The personal habits of some children may disgust or annoy adults, but carers can see them as a guide to a child's emotional state, says Juliet Brown

The personal habits of some children may disgust or annoy adults, but carers can see them as a guide to a child's emotional state, says Juliet Brown

Common childhood habits - rocking, thumb-sucking, hair-twiddling, nose-picking and nail-biting - are repetitive ways of providing comfort and reducing tension. Most children try out one or other of these forms of self-comfort and stress reduction before they reach school age. Whether the habit persists can depend upon how adults respond to it.

Your own reaction to children's habits will depend upon what you know about the reasons for habits and how you feel about the habits in question. Your own feelings may depend on what childhood habits you had yourself and whether your parents ignored them or disapproved of them. Your feelings may also relate to what habits you have now, such as smoking, gum-chewing or consuming chocolate or alcohol. If you yourself need a habit to manage stress, you are more likely to understand that children do too.

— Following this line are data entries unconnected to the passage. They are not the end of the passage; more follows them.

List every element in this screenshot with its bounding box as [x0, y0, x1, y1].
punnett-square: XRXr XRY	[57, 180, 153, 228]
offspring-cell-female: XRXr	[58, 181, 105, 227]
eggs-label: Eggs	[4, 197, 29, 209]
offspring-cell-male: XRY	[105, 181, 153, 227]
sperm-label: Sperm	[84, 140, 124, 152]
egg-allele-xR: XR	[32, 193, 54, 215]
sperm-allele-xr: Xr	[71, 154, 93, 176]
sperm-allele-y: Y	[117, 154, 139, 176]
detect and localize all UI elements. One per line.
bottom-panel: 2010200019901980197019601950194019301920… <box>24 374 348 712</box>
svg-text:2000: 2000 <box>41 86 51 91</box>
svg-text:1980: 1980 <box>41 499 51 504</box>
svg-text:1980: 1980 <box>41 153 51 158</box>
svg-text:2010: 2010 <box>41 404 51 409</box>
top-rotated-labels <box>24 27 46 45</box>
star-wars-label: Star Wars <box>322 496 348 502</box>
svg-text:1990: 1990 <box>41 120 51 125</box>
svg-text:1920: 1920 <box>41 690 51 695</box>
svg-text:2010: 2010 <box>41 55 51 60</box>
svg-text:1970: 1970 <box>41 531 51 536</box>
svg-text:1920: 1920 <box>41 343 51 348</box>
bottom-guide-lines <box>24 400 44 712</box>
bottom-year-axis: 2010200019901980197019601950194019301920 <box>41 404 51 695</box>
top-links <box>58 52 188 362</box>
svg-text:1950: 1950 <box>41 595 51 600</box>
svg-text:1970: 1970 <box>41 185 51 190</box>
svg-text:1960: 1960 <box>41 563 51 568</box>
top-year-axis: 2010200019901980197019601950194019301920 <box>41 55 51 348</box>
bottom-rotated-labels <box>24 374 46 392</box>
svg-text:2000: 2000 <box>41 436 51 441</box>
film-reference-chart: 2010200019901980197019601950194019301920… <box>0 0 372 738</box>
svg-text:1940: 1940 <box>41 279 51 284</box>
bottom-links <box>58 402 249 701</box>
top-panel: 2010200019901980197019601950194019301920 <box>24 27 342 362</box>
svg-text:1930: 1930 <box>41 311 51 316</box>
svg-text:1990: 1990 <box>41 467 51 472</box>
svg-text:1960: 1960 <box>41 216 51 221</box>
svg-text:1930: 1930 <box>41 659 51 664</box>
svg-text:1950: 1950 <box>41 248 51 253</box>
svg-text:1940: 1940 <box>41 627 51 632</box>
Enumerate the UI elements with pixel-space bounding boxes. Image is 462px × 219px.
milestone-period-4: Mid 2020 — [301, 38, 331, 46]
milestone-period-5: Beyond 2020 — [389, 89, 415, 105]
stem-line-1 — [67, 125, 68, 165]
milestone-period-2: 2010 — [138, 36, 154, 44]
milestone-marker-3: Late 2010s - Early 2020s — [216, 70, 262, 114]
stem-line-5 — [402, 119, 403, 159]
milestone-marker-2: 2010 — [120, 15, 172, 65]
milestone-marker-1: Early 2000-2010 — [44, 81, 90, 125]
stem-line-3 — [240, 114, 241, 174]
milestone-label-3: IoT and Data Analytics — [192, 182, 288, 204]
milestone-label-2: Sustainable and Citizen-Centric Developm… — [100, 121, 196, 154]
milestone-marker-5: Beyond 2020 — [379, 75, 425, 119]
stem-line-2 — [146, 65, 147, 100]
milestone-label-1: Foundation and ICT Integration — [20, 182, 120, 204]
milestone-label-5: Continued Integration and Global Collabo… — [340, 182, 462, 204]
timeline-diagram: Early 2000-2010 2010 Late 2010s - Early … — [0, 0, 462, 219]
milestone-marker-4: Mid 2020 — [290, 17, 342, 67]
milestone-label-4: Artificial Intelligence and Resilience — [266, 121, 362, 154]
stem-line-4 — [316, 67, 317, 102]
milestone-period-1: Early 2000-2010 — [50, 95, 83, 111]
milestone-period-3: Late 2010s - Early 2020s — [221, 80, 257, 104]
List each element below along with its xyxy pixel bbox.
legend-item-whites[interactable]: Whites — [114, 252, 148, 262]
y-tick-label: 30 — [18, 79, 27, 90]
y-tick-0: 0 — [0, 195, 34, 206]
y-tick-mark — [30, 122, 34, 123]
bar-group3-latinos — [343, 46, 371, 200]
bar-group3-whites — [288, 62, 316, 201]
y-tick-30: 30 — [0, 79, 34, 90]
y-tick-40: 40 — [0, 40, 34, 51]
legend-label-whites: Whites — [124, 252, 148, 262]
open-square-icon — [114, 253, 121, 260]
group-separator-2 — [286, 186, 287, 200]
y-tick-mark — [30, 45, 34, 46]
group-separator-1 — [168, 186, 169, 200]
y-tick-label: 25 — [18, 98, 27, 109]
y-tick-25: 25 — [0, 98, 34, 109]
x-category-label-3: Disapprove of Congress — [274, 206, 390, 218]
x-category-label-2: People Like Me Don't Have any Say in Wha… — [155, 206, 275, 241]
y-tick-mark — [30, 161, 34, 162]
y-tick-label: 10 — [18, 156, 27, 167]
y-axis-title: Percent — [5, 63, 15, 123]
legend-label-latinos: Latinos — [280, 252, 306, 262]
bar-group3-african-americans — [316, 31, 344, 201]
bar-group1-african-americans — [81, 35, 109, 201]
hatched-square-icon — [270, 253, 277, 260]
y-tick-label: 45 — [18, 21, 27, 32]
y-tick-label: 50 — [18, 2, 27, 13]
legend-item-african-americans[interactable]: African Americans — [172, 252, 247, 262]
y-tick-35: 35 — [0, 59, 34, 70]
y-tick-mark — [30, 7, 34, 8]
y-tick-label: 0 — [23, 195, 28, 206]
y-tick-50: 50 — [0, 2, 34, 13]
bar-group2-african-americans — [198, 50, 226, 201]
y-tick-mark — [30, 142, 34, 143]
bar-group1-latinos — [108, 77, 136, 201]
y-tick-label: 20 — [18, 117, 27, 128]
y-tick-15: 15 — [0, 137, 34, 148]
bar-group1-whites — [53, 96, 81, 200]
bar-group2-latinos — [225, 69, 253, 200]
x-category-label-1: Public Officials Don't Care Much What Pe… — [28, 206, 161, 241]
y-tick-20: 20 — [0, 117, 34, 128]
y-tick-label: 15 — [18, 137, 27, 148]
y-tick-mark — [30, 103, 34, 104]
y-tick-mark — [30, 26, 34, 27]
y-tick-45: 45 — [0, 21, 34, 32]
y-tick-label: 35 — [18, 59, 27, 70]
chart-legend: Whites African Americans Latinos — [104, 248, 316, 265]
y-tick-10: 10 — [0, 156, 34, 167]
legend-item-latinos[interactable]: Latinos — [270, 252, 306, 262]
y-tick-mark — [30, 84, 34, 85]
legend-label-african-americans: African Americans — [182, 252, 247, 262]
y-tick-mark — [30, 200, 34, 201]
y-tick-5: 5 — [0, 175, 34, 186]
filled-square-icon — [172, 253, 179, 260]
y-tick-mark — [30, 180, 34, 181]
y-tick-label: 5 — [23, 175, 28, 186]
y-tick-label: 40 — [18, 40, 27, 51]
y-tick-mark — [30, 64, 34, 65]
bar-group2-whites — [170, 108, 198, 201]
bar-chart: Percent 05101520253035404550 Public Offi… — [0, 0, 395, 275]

Thumb-sucking Thumb-sucking begins in the womb and it's not long after birth that babies can get the habit under their control. This is one of babies' most effective ways of comforting themselves, their first move towards self-sufficiency. A baby who can use her thumb to calm herself and to help herself to wait for attention makes life easier for her mother. Since thumbs don't get lost, they are preferable to dummies, but some parents prefer their child to have a dummy because they can control it better than a thumb.

As babies grow older they may combine sucking a thumb or a dummy with cuddling a blanket. The blanket may become as important as the thumb and the child will insist that it has to be taken everywhere.